CHAPTER XIII.

Sahwah's vanishing from the car was so uncanny and mysterious that, for a few minutes, we could think of nothing but a supernatural agency. The wind was like the wail of a banshee, and to our excited eyes the mist wraiths hovering over the swamp were like dancing figures. The croaking of the frogs was suddenly full of menace. They were not real frogs croaking down there in the mud; they were evil spirits dwelling in the swamp and they held the secret of Sahwah's disappearance. Shudders ran up and down our spines and the perspiration began to break out in our faces.

"Did Sahwah get into the car again after she helped you open the gate?" asked Nyoda.

At the sound of her voice our fear of the supernatural vanished and we were back to reality again. We were lost on a lonely road, it is true, but it was a (more or less) solid dirt road in the misty mid-region of Indiana, and not a ghoul-haunted pathway in the misty mid-region of Weir.

We all declared Sahwah had gotten into the car.

"She couldn't have," maintained Nyoda. "We haven't stopped since then and she couldn't have fallen out while we were going without making a splash that would have sent the water over the car."

"It's nearly a foot deep most of the way." We thought hard about the circumstances attendant upon our getting back into the car and it came to us that we were not positive, after all, that Sahwah had been with us.

"That wind—don't you remember?" said Nakwisi. "It whipped the corner of my veil into my eye and I couldn't open it again for some time after we started."

I remembered the wind. It had wrapped my veil around my face so that I couldn't see anything, and in my blindness I had slammed the door on my finger, and the pain made me forget everything else. It hadn't been a propitious time to count noses. I had dropped into the corner of the seat trying to get my finger into my mouth through the folds of my veil, and the effort not to cry out with pain made me faint. I had not even noticed when the car started. Margery was on the front seat with Nyoda and they had thought, of course, that Sahwah was in the back with Nakwisi and me. Well, it was evident that she wasn't.

"Poor Sahwah," said Nyoda. "Such a night to be waiting at the gate!"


» Directions
Lines with the word "early" are the answer; copy each of them from the data below.

» Records for the task
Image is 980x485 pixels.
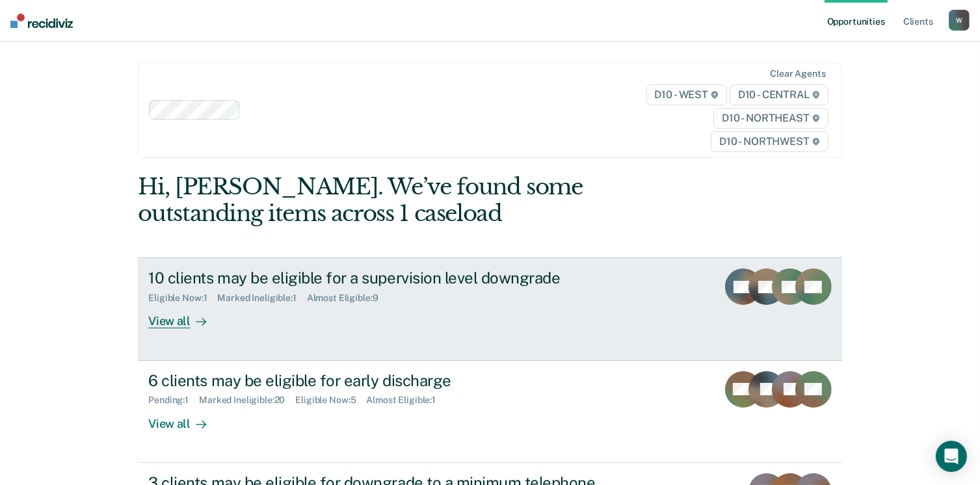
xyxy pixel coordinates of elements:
a: 10 clients may be eligible for a supervision level downgradeEligible Now:1Marked Ineligible:1Almo... [138,258,842,360]
div: Marked Ineligible : 20 [199,394,295,406]
div: 10 clients may be eligible for a supervision level downgrade [148,268,605,287]
button: W [949,10,970,30]
span: D10 - CENTRAL [729,84,829,105]
span: D10 - NORTHEAST [713,108,828,129]
div: 6 clients may be eligible for early discharge [148,372,605,390]
img: Recidiviz [10,14,73,28]
div: Almost Eligible : 1 [366,394,446,406]
div: View all [148,406,221,431]
div: View all [148,304,221,329]
div: Clear agents [769,68,825,79]
div: Pending : 1 [148,394,199,406]
div: Marked Ineligible : 1 [217,293,306,304]
span: D10 - NORTHWEST [710,131,828,152]
a: 6 clients may be eligible for early dischargePending:1Marked Ineligible:20Eligible Now:5Almost El... [138,361,842,463]
span: D10 - WEST [646,84,727,105]
div: Eligible Now : 5 [295,394,366,406]
div: Open Intercom Messenger [936,441,967,472]
div: Hi, [PERSON_NAME]. We’ve found some outstanding items across 1 caseload [138,173,701,227]
div: Eligible Now : 1 [148,293,217,304]
div: Almost Eligible : 9 [307,293,389,304]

» Result of the task
div: 6 clients may be eligible for early discharge [148,372,605,390]
a: 6 clients may be eligible for early dischargePending:1Marked Ineligible:20Eligible Now:5Almost El... [138,361,842,463]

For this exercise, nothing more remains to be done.